Estimation of the amounts of oil or gas in
the subsurface comprises two techniques, depending on the size of the object and the state of information about it: resource assessment
and prospect appraisal.
Resource assessment is important on
a global scale, or down to a country. Prospect Appraisal in the
context of oil and gas exploration is the process of assigning a
qualitative, or quantitative value to objectives that range down from
an entire basin, via concession, group of prospects, individual
prospect to a faultblock. This process is multidisciplinary because
it involves many branches of geology, geophysics, etc. making a team
effort essential.
Different scopes of estimation and evaluation will require also different methodology.
For prospect appraisal, a set of usually
incomplete data from various disciplines have to be discussed by a
team of specialists to come to an evaluation of the investment
opportunity. This results is a mixture of subjective estimates, based
on specialist experience as well as statistical data and methods. In
a formal appraisal a "model" has to be used, which
is a conceptual description of the geological situation, say, a
"petroleum system".
The description of the
petroleum system used by the industry comes in various grades of
sophistication. The simpler the system, the more one relies on
subjective estimates of the "ingredients", i.e. input
variables. The more complex models attempt to describe in detail, and
quantitatively, the workings of the petroleum system. In such case it
becomes possible to reduce the subjective element by a combination of
experience databases and statistics.
Some methods serve to produce
an estimate of hydrocarbons in place, without any consideration of
producebility and economic value, leaving that to other evaluation
teams.

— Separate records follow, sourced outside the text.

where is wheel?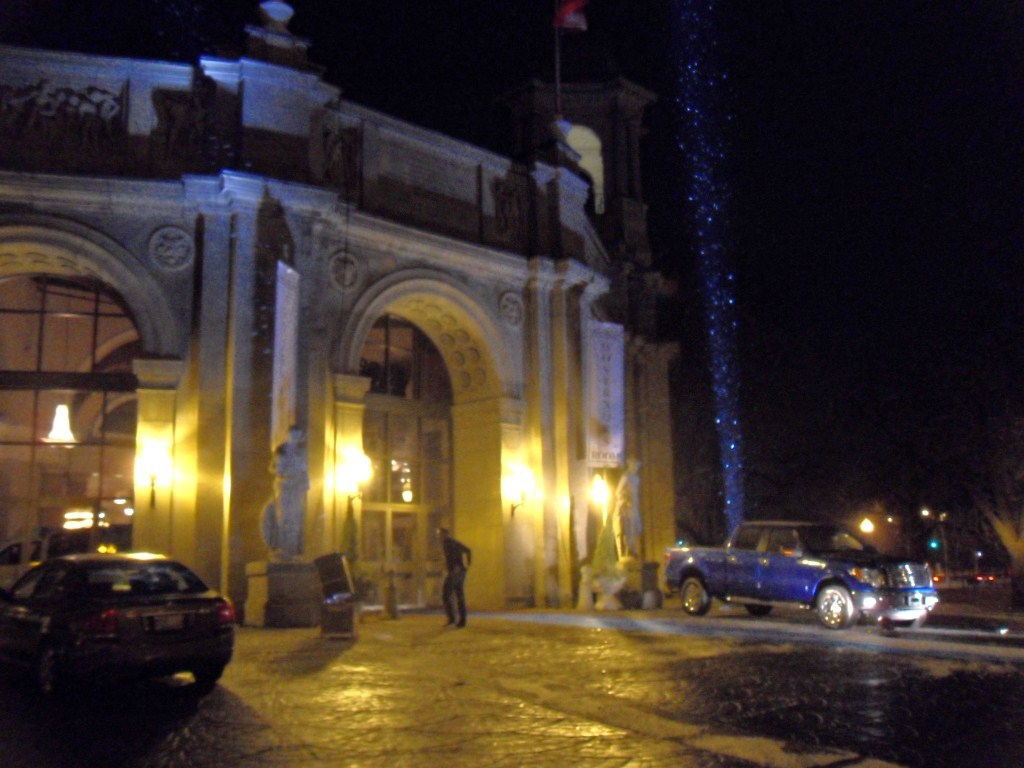
(left=815, top=587, right=852, bottom=625).
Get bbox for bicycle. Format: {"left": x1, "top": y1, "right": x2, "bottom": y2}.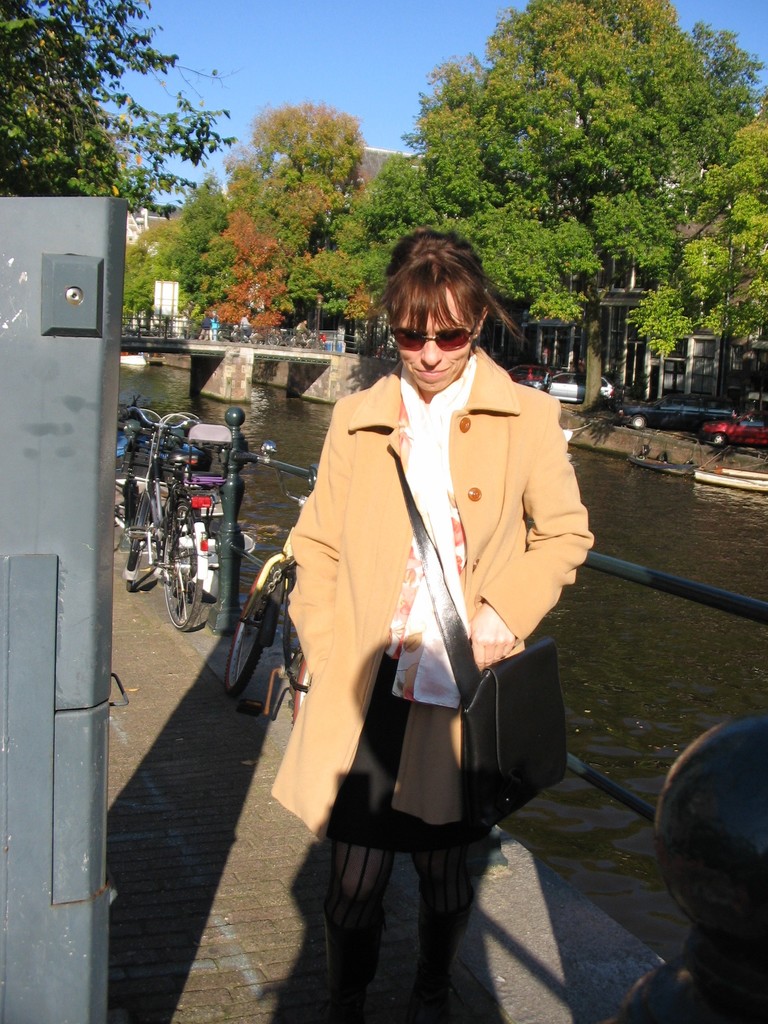
{"left": 117, "top": 410, "right": 239, "bottom": 634}.
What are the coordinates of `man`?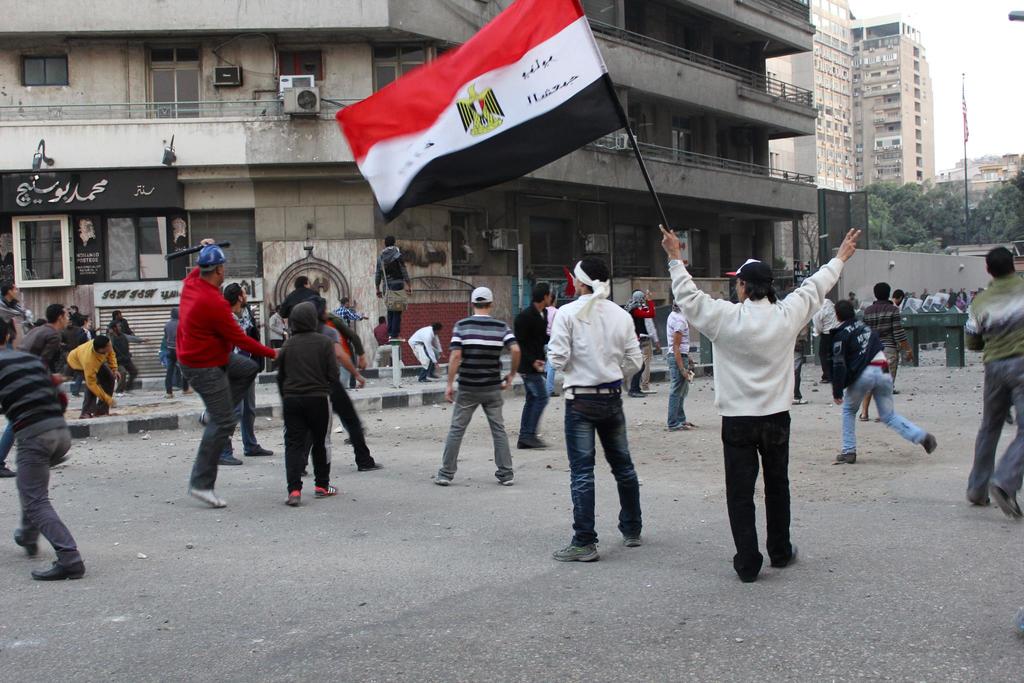
l=63, t=328, r=120, b=418.
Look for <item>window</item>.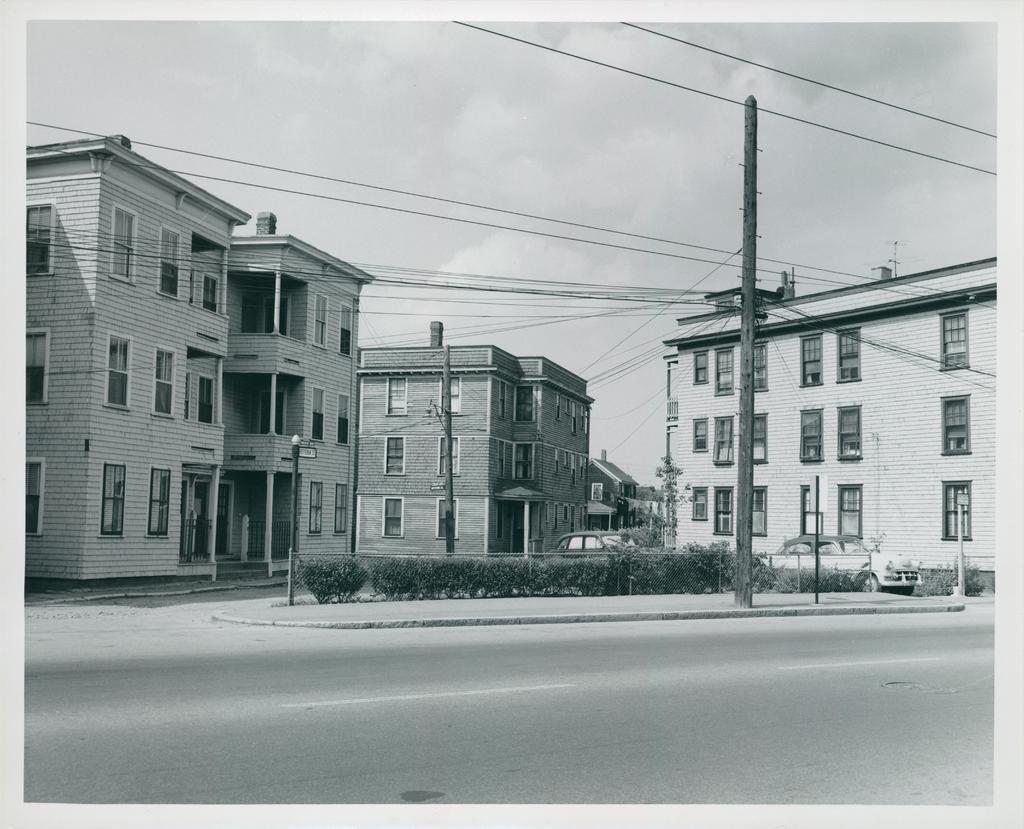
Found: rect(838, 485, 863, 539).
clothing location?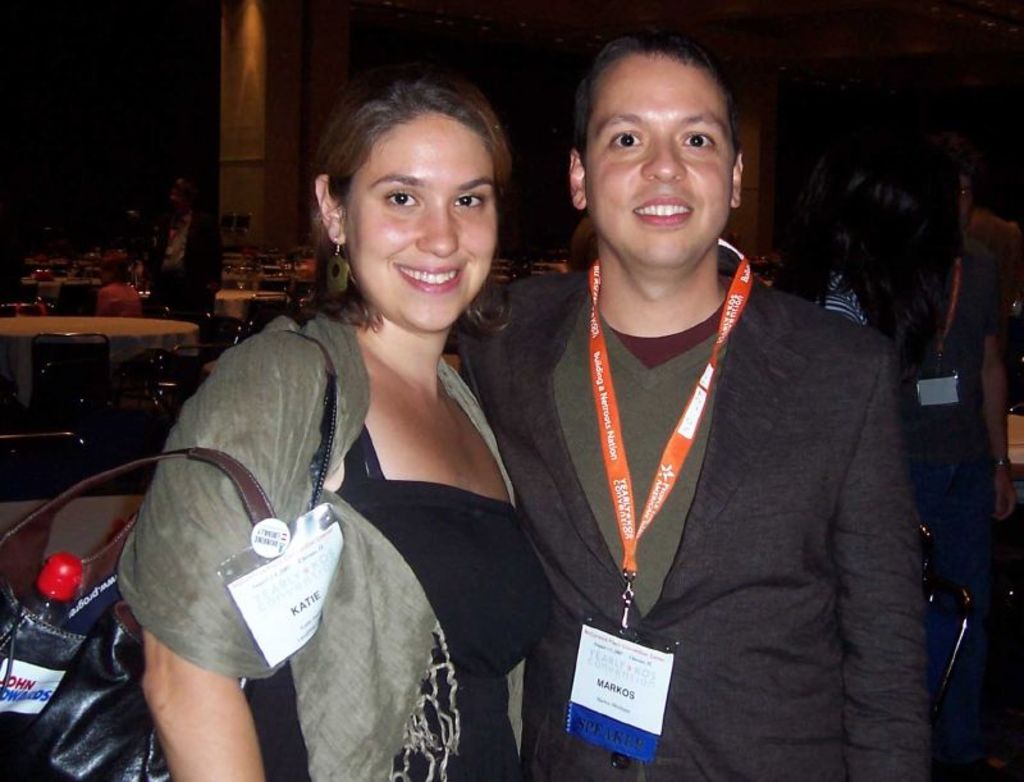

The type of output of appraisal is typically quite different for a country
government or an E&P company.
Resource assessments require usually the summation of smaller assessments. For a country one might sum the results of evaluations of basins, provinces or prospects, possibly in a hierarchic scheme. Other methods are direct extrapolations of historical exploration results or use multivariate analysis of large entities such as basins or plays.
The terminology with regard to reserves and resources has evolved from the early attempts to get an agreed definition at the WPC 1979 to the the following scheme in 2007 (netherlands.spe.org):
Since then the SPE revised the "Guidelines for the Application of the Petroleum Management System" again in 2011. The over 200 pages are a very useful introduction for production as well as for exploration resource/reserve definitions.
This site is mainly concerned with "Conventional Oil and Gas", where accumulations are reasonably limited by structural or stratigraphic elements and the result of migration from source rock to trap. However, during the last decades, the importance of "non-conventional deposits", although well known, became clear. Now we distinguish conventional and "continuous" resources. The methods of estimating are different as well (Schmoker,2005). Examples of continuous resources are the Athabasca and Orinoco oil/bitumen sands, the Bakken source rock, Marcellus shale, Methane hydrates, etc.
In the Soviet Union and the later Russian Federation the resource classification was quit different from the international standards. It was not easy to equate their terms with the SPE definitions. However, a new classification is suggested there, or already implemented. See RF classification. It corresponds nicely with the SPE.